The episode has made Coke re-evaluate its safeguards for protecting trade secrets, [Shouldn't this be done on a regular basis? Is the fact that is was not protected a defense? Bob] and other corporations ask whether they should do the same -- even as the secretary's lawyer wonders what all the fuss is about.
http://www.bespacific.com/mt/archives/011730.html
July 07, 2006
Introduction to the Law of Information Privacy
Solove, Daniel J., A Brief History of Information Privacy Law. Book chapter in Proskauer on Privacy (2006).
-
"This book chapter provides a brief history of information privacy law in the United States from colonial times to the present. It discusses the development of the common law torts, Fourth Amendment law, the constitutional right to information privacy, numerous federal statutes pertaining to privacy, electronic surveillance laws, and more. It explores how the law has emerged and changed in response to new technologies that have increased the collection, dissemination, and use of personal information."
http://www.bespacific.com/mt/archives/011752.html
July 07, 2006
GAO Reports on Need for More Effective Agency Facility Security
Homeland Security: Guidance and Standards Are Needed for Measuring the Effectiveness of Agencies' Facility Protection Efforts, Full-text GAO-06-612, and Highlights, May 31, 2006 (released Junly 7, 2006).
-
"The need to better protect federal facilities, coupled with federal budget constraints and the increased scrutiny of homeland security funding and programs, has prompted the need for U.S. agencies to measure the performance of their facility protection efforts. In this environment, it is important for these agencies to ensure that investments in facility protection are providing adequate returns in terms of better protecting real property assets against terrorism."

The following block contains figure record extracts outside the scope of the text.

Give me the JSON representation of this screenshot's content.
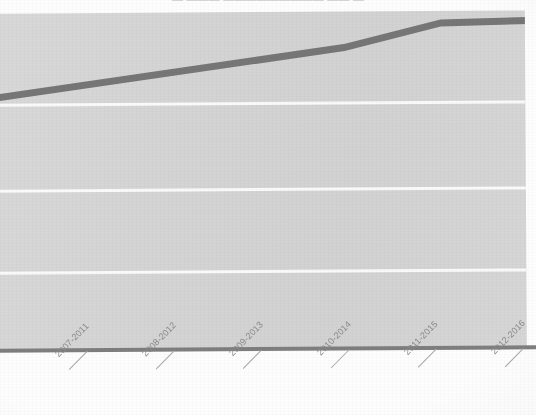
{
  "chart_data": {
    "type": "line",
    "title": "",
    "title_note": "title cropped off at top edge, illegible",
    "xlabel": "",
    "ylabel": "",
    "categories": [
      "2007-2011",
      "2008-2012",
      "2009-2013",
      "2010-2014",
      "2011-2015",
      "2012-2016"
    ],
    "series": [
      {
        "name": "trend",
        "values": [
          74,
          78,
          82,
          86,
          93,
          94
        ],
        "color": "#767676"
      }
    ],
    "ylim": [
      0,
      100
    ],
    "grid": "horizontal white gridlines, no y tick labels visible",
    "legend": "none",
    "plot_background": "#d4d4d4",
    "axis_color": "#7e7e7e",
    "gridline_color": "#fafafa",
    "gridline_positions_px": [
      102,
      188,
      270
    ],
    "vertices_px": [
      {
        "x": 0,
        "y": 96
      },
      {
        "x": 345,
        "y": 48
      },
      {
        "x": 442,
        "y": 24
      },
      {
        "x": 530,
        "y": 22
      }
    ]
  },
  "title_strip": {
    "text": "▬  ▬▬▬  ▬▬▬▬▬▬▬▬▬  ▬▬  ▬"
  },
  "axis": {
    "ticks": [
      {
        "label": "2007-2011",
        "x": 88
      },
      {
        "label": "2008-2012",
        "x": 175
      },
      {
        "label": "2009-2013",
        "x": 262
      },
      {
        "label": "2010-2014",
        "x": 350
      },
      {
        "label": "2011-2015",
        "x": 437
      },
      {
        "label": "2012-2016",
        "x": 524
      }
    ]
  }
}
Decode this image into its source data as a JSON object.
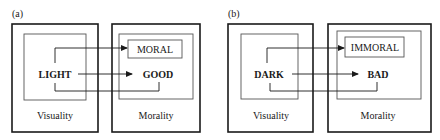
{
  "panels": [
    {
      "label": "(a)",
      "left_box": {
        "title": "Visuality",
        "node": "LIGHT"
      },
      "right_box": {
        "title": "Morality",
        "boxed_node": "MORAL",
        "node": "GOOD"
      }
    },
    {
      "label": "(b)",
      "left_box": {
        "title": "Visuality",
        "node": "DARK"
      },
      "right_box": {
        "title": "Morality",
        "boxed_node": "IMMORAL",
        "node": "BAD"
      }
    }
  ],
  "colors": {
    "stroke": "#1a1a1a",
    "inner_stroke": "#555555",
    "background": "#ffffff"
  }
}
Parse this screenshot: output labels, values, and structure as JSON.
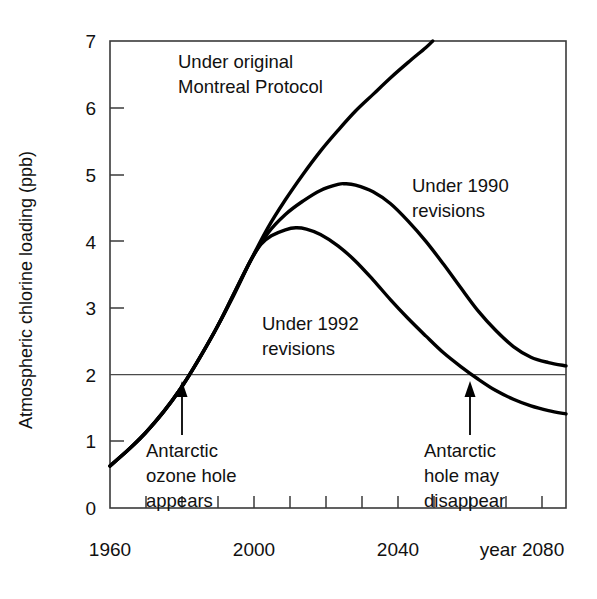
{
  "chart_data": {
    "type": "line",
    "title": "",
    "xlabel": "year",
    "ylabel": "Atmospheric chlorine loading (ppb)",
    "xlim": [
      1960,
      2090
    ],
    "ylim": [
      0,
      7
    ],
    "grid": false,
    "legend_position": "inline-labels",
    "x_tick_labels": [
      "1960",
      "2000",
      "2040",
      "year 2080"
    ],
    "x_tick_label_values": [
      1960,
      2000,
      2040,
      2080
    ],
    "x_minor_tick_step": 10,
    "y_tick_labels": [
      "0",
      "1",
      "2",
      "3",
      "4",
      "5",
      "6",
      "7"
    ],
    "y_tick_values": [
      0,
      1,
      2,
      3,
      4,
      5,
      6,
      7
    ],
    "reference_lines": [
      {
        "name": "two-ppb-threshold",
        "axis": "y",
        "value": 2,
        "label": ""
      }
    ],
    "series": [
      {
        "name": "Under original Montreal Protocol",
        "label": "Under original\nMontreal Protocol",
        "color": "#000000",
        "x": [
          1960,
          1965,
          1970,
          1975,
          1980,
          1985,
          1990,
          1995,
          2000,
          2005,
          2010,
          2015,
          2020,
          2025,
          2030,
          2035,
          2040,
          2045,
          2050,
          2052
        ],
        "y": [
          0.63,
          0.86,
          1.12,
          1.42,
          1.78,
          2.2,
          2.66,
          3.16,
          3.7,
          4.2,
          4.62,
          5.0,
          5.35,
          5.66,
          5.95,
          6.2,
          6.45,
          6.68,
          6.9,
          7.0
        ]
      },
      {
        "name": "Under 1990 revisions",
        "label": "Under 1990\nrevisions",
        "color": "#000000",
        "x": [
          1960,
          1970,
          1980,
          1990,
          2000,
          2005,
          2010,
          2015,
          2020,
          2025,
          2027,
          2030,
          2035,
          2040,
          2045,
          2050,
          2055,
          2060,
          2065,
          2070,
          2075,
          2080,
          2085,
          2090
        ],
        "y": [
          0.63,
          1.12,
          1.78,
          2.66,
          3.7,
          4.12,
          4.4,
          4.6,
          4.76,
          4.85,
          4.86,
          4.84,
          4.74,
          4.56,
          4.3,
          4.0,
          3.66,
          3.3,
          2.95,
          2.66,
          2.42,
          2.26,
          2.18,
          2.13
        ]
      },
      {
        "name": "Under 1992 revisions",
        "label": "Under 1992\nrevisions",
        "color": "#000000",
        "x": [
          1960,
          1970,
          1980,
          1990,
          1995,
          2000,
          2003,
          2006,
          2010,
          2013,
          2016,
          2020,
          2025,
          2030,
          2035,
          2040,
          2045,
          2050,
          2055,
          2060,
          2065,
          2070,
          2075,
          2080,
          2085,
          2090
        ],
        "y": [
          0.63,
          1.12,
          1.78,
          2.66,
          3.18,
          3.7,
          3.95,
          4.08,
          4.17,
          4.2,
          4.18,
          4.1,
          3.93,
          3.7,
          3.42,
          3.12,
          2.84,
          2.58,
          2.33,
          2.12,
          1.93,
          1.76,
          1.63,
          1.53,
          1.46,
          1.41
        ]
      }
    ],
    "annotations": [
      {
        "name": "antarctic-ozone-hole-appears",
        "text": "Antarctic\nozone hole\nappears",
        "lines": [
          "Antarctic",
          "ozone hole",
          "appears"
        ],
        "arrow_tip_x": 1980,
        "arrow_tip_y": 2,
        "arrow": "up"
      },
      {
        "name": "antarctic-hole-may-disappear",
        "text": "Antarctic\nhole may\ndisappear",
        "lines": [
          "Antarctic",
          "hole may",
          "disappear"
        ],
        "arrow_tip_x": 2068,
        "arrow_tip_y": 2,
        "arrow": "up"
      }
    ],
    "series_labels": [
      {
        "name": "label-original-montreal-protocol",
        "lines": [
          "Under original",
          "Montreal Protocol"
        ]
      },
      {
        "name": "label-1990-revisions",
        "lines": [
          "Under 1990",
          "revisions"
        ]
      },
      {
        "name": "label-1992-revisions",
        "lines": [
          "Under 1992",
          "revisions"
        ]
      }
    ]
  },
  "axes": {
    "y_title": "Atmospheric chlorine loading (ppb)",
    "y_ticks": [
      "7",
      "6",
      "5",
      "4",
      "3",
      "2",
      "1",
      "0"
    ],
    "x_ticks": [
      "1960",
      "2000",
      "2040",
      "year 2080"
    ]
  },
  "colors": {
    "line": "#000000",
    "frame": "#3a3a3a",
    "reference": "#4a4a4a",
    "background": "#ffffff"
  }
}
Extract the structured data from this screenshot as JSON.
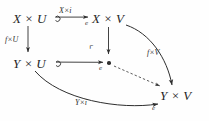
{
  "diagram": {
    "type": "commutative-diagram",
    "background_color": "#fefefe",
    "ink_color": "#2b2b2b",
    "nodes": [
      {
        "id": "top_left",
        "label": "X × U"
      },
      {
        "id": "top_right",
        "label": "X × V"
      },
      {
        "id": "mid_left",
        "label": "Y × U"
      },
      {
        "id": "mid_center",
        "label": "•"
      },
      {
        "id": "bottom_right",
        "label": "Y × V"
      }
    ],
    "edges": [
      {
        "id": "top_horizontal",
        "from": "top_left",
        "to": "top_right",
        "style": "hooked-arrow",
        "label": "X×i",
        "sublabel": "e"
      },
      {
        "id": "left_vertical",
        "from": "top_left",
        "to": "mid_left",
        "style": "arrow",
        "label": "f×U",
        "sublabel": ""
      },
      {
        "id": "center_vertical",
        "from": "top_right",
        "to": "mid_center",
        "style": "arrow",
        "label": "",
        "sublabel": ""
      },
      {
        "id": "mid_horizontal",
        "from": "mid_left",
        "to": "mid_center",
        "style": "hooked-arrow",
        "label": "",
        "sublabel": "e"
      },
      {
        "id": "right_curve",
        "from": "top_right",
        "to": "bottom_right",
        "style": "curved-arrow",
        "label": "f×V",
        "sublabel": ""
      },
      {
        "id": "diagonal_dashed",
        "from": "mid_center",
        "to": "bottom_right",
        "style": "dashed-arrow",
        "label": "",
        "sublabel": ""
      },
      {
        "id": "bottom_curve",
        "from": "mid_left",
        "to": "bottom_right",
        "style": "curved-arrow",
        "label": "Y×i",
        "sublabel": "e"
      }
    ],
    "markers": [
      {
        "id": "pullback_corner",
        "symbol": "⌜",
        "at": "mid_center"
      }
    ]
  }
}
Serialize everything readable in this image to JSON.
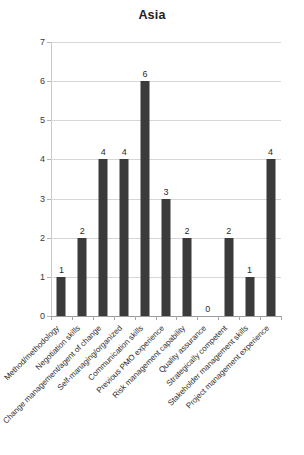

It seems that every few months this site becomes more valuable.
http://digg.com/business_finance/Find_Cheap_Gas_In_Your_Area_With_GasBuddy
Find Cheap Gas In Your Area With GasBuddy
curtissthompson submitted by curtissthompson 18 hours 34 minutes ago (via http://gasbuddy.com/ )
Just select your state/province in the U.S. or Canada and choose the website nearest to were you live, and you'll be ready to find the cheapest gas prices in your area, through GasBuddy's social network of fellow motorists.
Do you suppose IT designed and implemented this without management review?
http://cryocone.livejournal.com/1131.html
Identity leak with Sprint wireless
By dialling a certain phone number from any phone, and punching in the phone number of any sprint subscriber, the service will read the name and street address of the subscriber. It also can read back the names of people who might share the same address.
Does anyone else see this as a problem?
The automated service leaking this data is Sprint's international call identity verification service. I think the theory is that they want to provide extra safeguards so that people can't rack up massive fraudulent bills for international calls, so they want to really verify who you are.
In order to do this, they fall for a classic security blunder. They give you information and ask you if its correct. Worse, it's an automated service, with no concept of what social engineering is.